By Admin1 (admin) on Wednesday, July 18, 2001 - 2:12 pm: Edit Post |
Donald William Inslee was sent to Jamaica where he lived in primitive conditions and constructed fish ponds using primitive methods.
Donald William Inslee was sent to Jamaica where he lived in primitive conditions and constructed fish ponds using primitive methods.
Donald William Inslee was born July 20, 1955 at Nashville, Kansas, the third child of Theop and Phyllis Mullikin Inslee. Donald attended elementary schools in Pratt, Emporia, and Ogallah, Kansas, and Suttle, Alabama; junior high in Ogallah, Kansas, and Ada, Oklahoma; he graduated from Ada High School in 1973. After graduation he moved to Tulsa, Oklahoma where he was employed.
After completing Murray State College at Tishomingo, Oklahoma he enrolled at Oklahoma State University at Stillwater, Oklahoma. He spent one summer at the research station on Lake Texhoma. Donald graduated from OSU in 1979 with a degree in zoology and enlisted in the Peace Corps fisheries program. He was sent to Jamaica where he lived in primitive conditions and constructed fish ponds using primitive methods. After his return to Ada he worked with his brothers in the construction business.
On April 1, 1984, Donald married Sheridan "Sherry" Carter at the Asbury Methodist Church in Ada, Oklahoma. Sherry is the daughter of Jesse and Gladys Byler Carter. Donald has adopted Sherry's two children: Tammy Jeanette Crawford, born November 14, 1970 at Shreveport, LA and Michael Allen Crawford, born May 19, 1973 at Houston, TX.
Donald is a carpenter, a welder, and works in the construction field. The family lives on a farm southeast of Fitzhugh, OK in a house designed and built by Donald.

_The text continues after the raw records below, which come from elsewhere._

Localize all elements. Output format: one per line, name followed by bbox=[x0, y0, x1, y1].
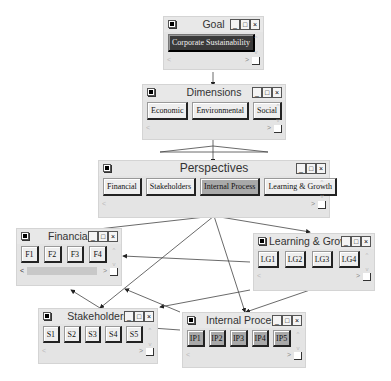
horizontal-scrollbar[interactable]: <> bbox=[99, 199, 329, 210]
f3-button[interactable]: F3 bbox=[67, 246, 85, 263]
resize-grip-icon[interactable] bbox=[110, 268, 118, 276]
maximize-icon[interactable]: □ bbox=[282, 315, 292, 326]
system-menu-icon[interactable] bbox=[258, 237, 266, 245]
vertical-scrollbar[interactable]: ^v bbox=[110, 246, 118, 268]
resize-grip-icon[interactable] bbox=[252, 57, 260, 65]
horizontal-scrollbar[interactable]: <> bbox=[164, 55, 263, 66]
stakeholders-button[interactable]: Stakeholders bbox=[146, 178, 196, 196]
lg2-button[interactable]: LG2 bbox=[285, 251, 306, 268]
learning-growth-button[interactable]: Learning & Growth bbox=[264, 178, 337, 196]
maximize-icon[interactable]: □ bbox=[306, 163, 316, 174]
close-icon[interactable]: × bbox=[292, 315, 302, 326]
close-icon[interactable]: × bbox=[316, 163, 326, 174]
maximize-icon[interactable]: □ bbox=[262, 87, 272, 98]
close-icon[interactable]: × bbox=[144, 311, 154, 322]
vertical-scrollbar[interactable]: ^v bbox=[252, 34, 260, 56]
minimize-icon[interactable]: _ bbox=[272, 315, 282, 326]
ip2-button[interactable]: IP2 bbox=[209, 330, 227, 347]
s1-button[interactable]: S1 bbox=[43, 326, 60, 343]
s4-button[interactable]: S4 bbox=[105, 326, 122, 343]
internal-process-button[interactable]: Internal Process bbox=[200, 178, 260, 196]
scrollbar-thumb[interactable] bbox=[27, 267, 97, 275]
horizontal-scrollbar[interactable]: <> bbox=[143, 123, 285, 134]
s3-button[interactable]: S3 bbox=[85, 326, 102, 343]
minimize-icon[interactable]: _ bbox=[124, 311, 134, 322]
minimize-icon[interactable]: _ bbox=[230, 19, 240, 30]
f2-button[interactable]: F2 bbox=[44, 246, 62, 263]
ip4-button[interactable]: IP4 bbox=[252, 330, 270, 347]
s2-button[interactable]: S2 bbox=[64, 326, 81, 343]
horizontal-scrollbar[interactable]: <> bbox=[183, 350, 305, 361]
f1-button[interactable]: F1 bbox=[21, 246, 39, 263]
financial-window[interactable]: Financial _ □ × F1 F2 F3 F4 ^v <> bbox=[16, 228, 122, 286]
minimize-icon[interactable]: _ bbox=[88, 231, 98, 242]
s5-button[interactable]: S5 bbox=[126, 326, 143, 343]
minimize-icon[interactable]: _ bbox=[341, 236, 351, 247]
lg1-button[interactable]: LG1 bbox=[258, 251, 279, 268]
vertical-scrollbar[interactable]: ^v bbox=[363, 251, 371, 273]
ip5-button[interactable]: IP5 bbox=[273, 330, 291, 347]
resize-grip-icon[interactable] bbox=[363, 273, 371, 281]
horizontal-scrollbar[interactable]: <> bbox=[39, 346, 157, 357]
maximize-icon[interactable]: □ bbox=[240, 19, 250, 30]
vertical-scrollbar[interactable]: ^v bbox=[146, 326, 154, 348]
perspectives-window[interactable]: Perspectives _ □ × Financial Stakeholder… bbox=[98, 160, 330, 218]
close-icon[interactable]: × bbox=[250, 19, 260, 30]
minimize-icon[interactable]: _ bbox=[252, 87, 262, 98]
goal-titlebar[interactable]: Goal _ □ × bbox=[164, 17, 263, 32]
resize-grip-icon[interactable] bbox=[146, 348, 154, 356]
economic-button[interactable]: Economic bbox=[147, 102, 188, 120]
ip1-button[interactable]: IP1 bbox=[187, 330, 205, 347]
environmental-button[interactable]: Environmental bbox=[192, 102, 249, 120]
close-icon[interactable]: × bbox=[272, 87, 282, 98]
resize-grip-icon[interactable] bbox=[318, 201, 326, 209]
stakeholders-window[interactable]: Stakeholders _ □ × S1 S2 S3 S4 S5 ^v <> bbox=[38, 308, 158, 364]
horizontal-scrollbar[interactable]: <> bbox=[17, 266, 121, 277]
vertical-scrollbar[interactable]: ^v bbox=[318, 178, 326, 200]
dimensions-window[interactable]: Dimensions _ □ × Economic Environmental … bbox=[142, 84, 286, 140]
f4-button[interactable]: F4 bbox=[89, 246, 107, 263]
close-icon[interactable]: × bbox=[361, 236, 371, 247]
window-title: Perspectives bbox=[99, 161, 329, 176]
maximize-icon[interactable]: □ bbox=[351, 236, 361, 247]
vertical-scrollbar[interactable]: ^v bbox=[294, 330, 302, 352]
minimize-icon[interactable]: _ bbox=[296, 163, 306, 174]
horizontal-scrollbar[interactable]: <> bbox=[254, 271, 374, 282]
close-icon[interactable]: × bbox=[108, 231, 118, 242]
resize-grip-icon[interactable] bbox=[274, 125, 282, 133]
lg4-button[interactable]: LG4 bbox=[339, 251, 360, 268]
ip3-button[interactable]: IP3 bbox=[230, 330, 248, 347]
maximize-icon[interactable]: □ bbox=[134, 311, 144, 322]
financial-button[interactable]: Financial bbox=[103, 178, 142, 196]
corporate-sustainability-button[interactable]: Corporate Sustainability bbox=[168, 34, 255, 52]
learning-growth-window[interactable]: Learning & Growth _ □ × LG1 LG2 LG3 LG4 … bbox=[253, 233, 375, 291]
vertical-scrollbar[interactable]: ^v bbox=[274, 102, 282, 124]
maximize-icon[interactable]: □ bbox=[98, 231, 108, 242]
resize-grip-icon[interactable] bbox=[294, 352, 302, 360]
lg3-button[interactable]: LG3 bbox=[312, 251, 333, 268]
goal-window[interactable]: Goal _ □ × Corporate Sustainability ^v <… bbox=[163, 16, 264, 70]
internal-process-window[interactable]: Internal Process _ □ × IP1 IP2 IP3 IP4 I… bbox=[182, 312, 306, 368]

He is very much involved with the family fish farm.
Donald remembers taking his afternnon nap in the tire swing under the big tree by the cave, and watching the family dog, Huckleberry, chasing rabbits in the wheat field south of the house. He and his brothers and sister have a great respect for the value of hard work, and this respect began on the Inslee farm at Isabel.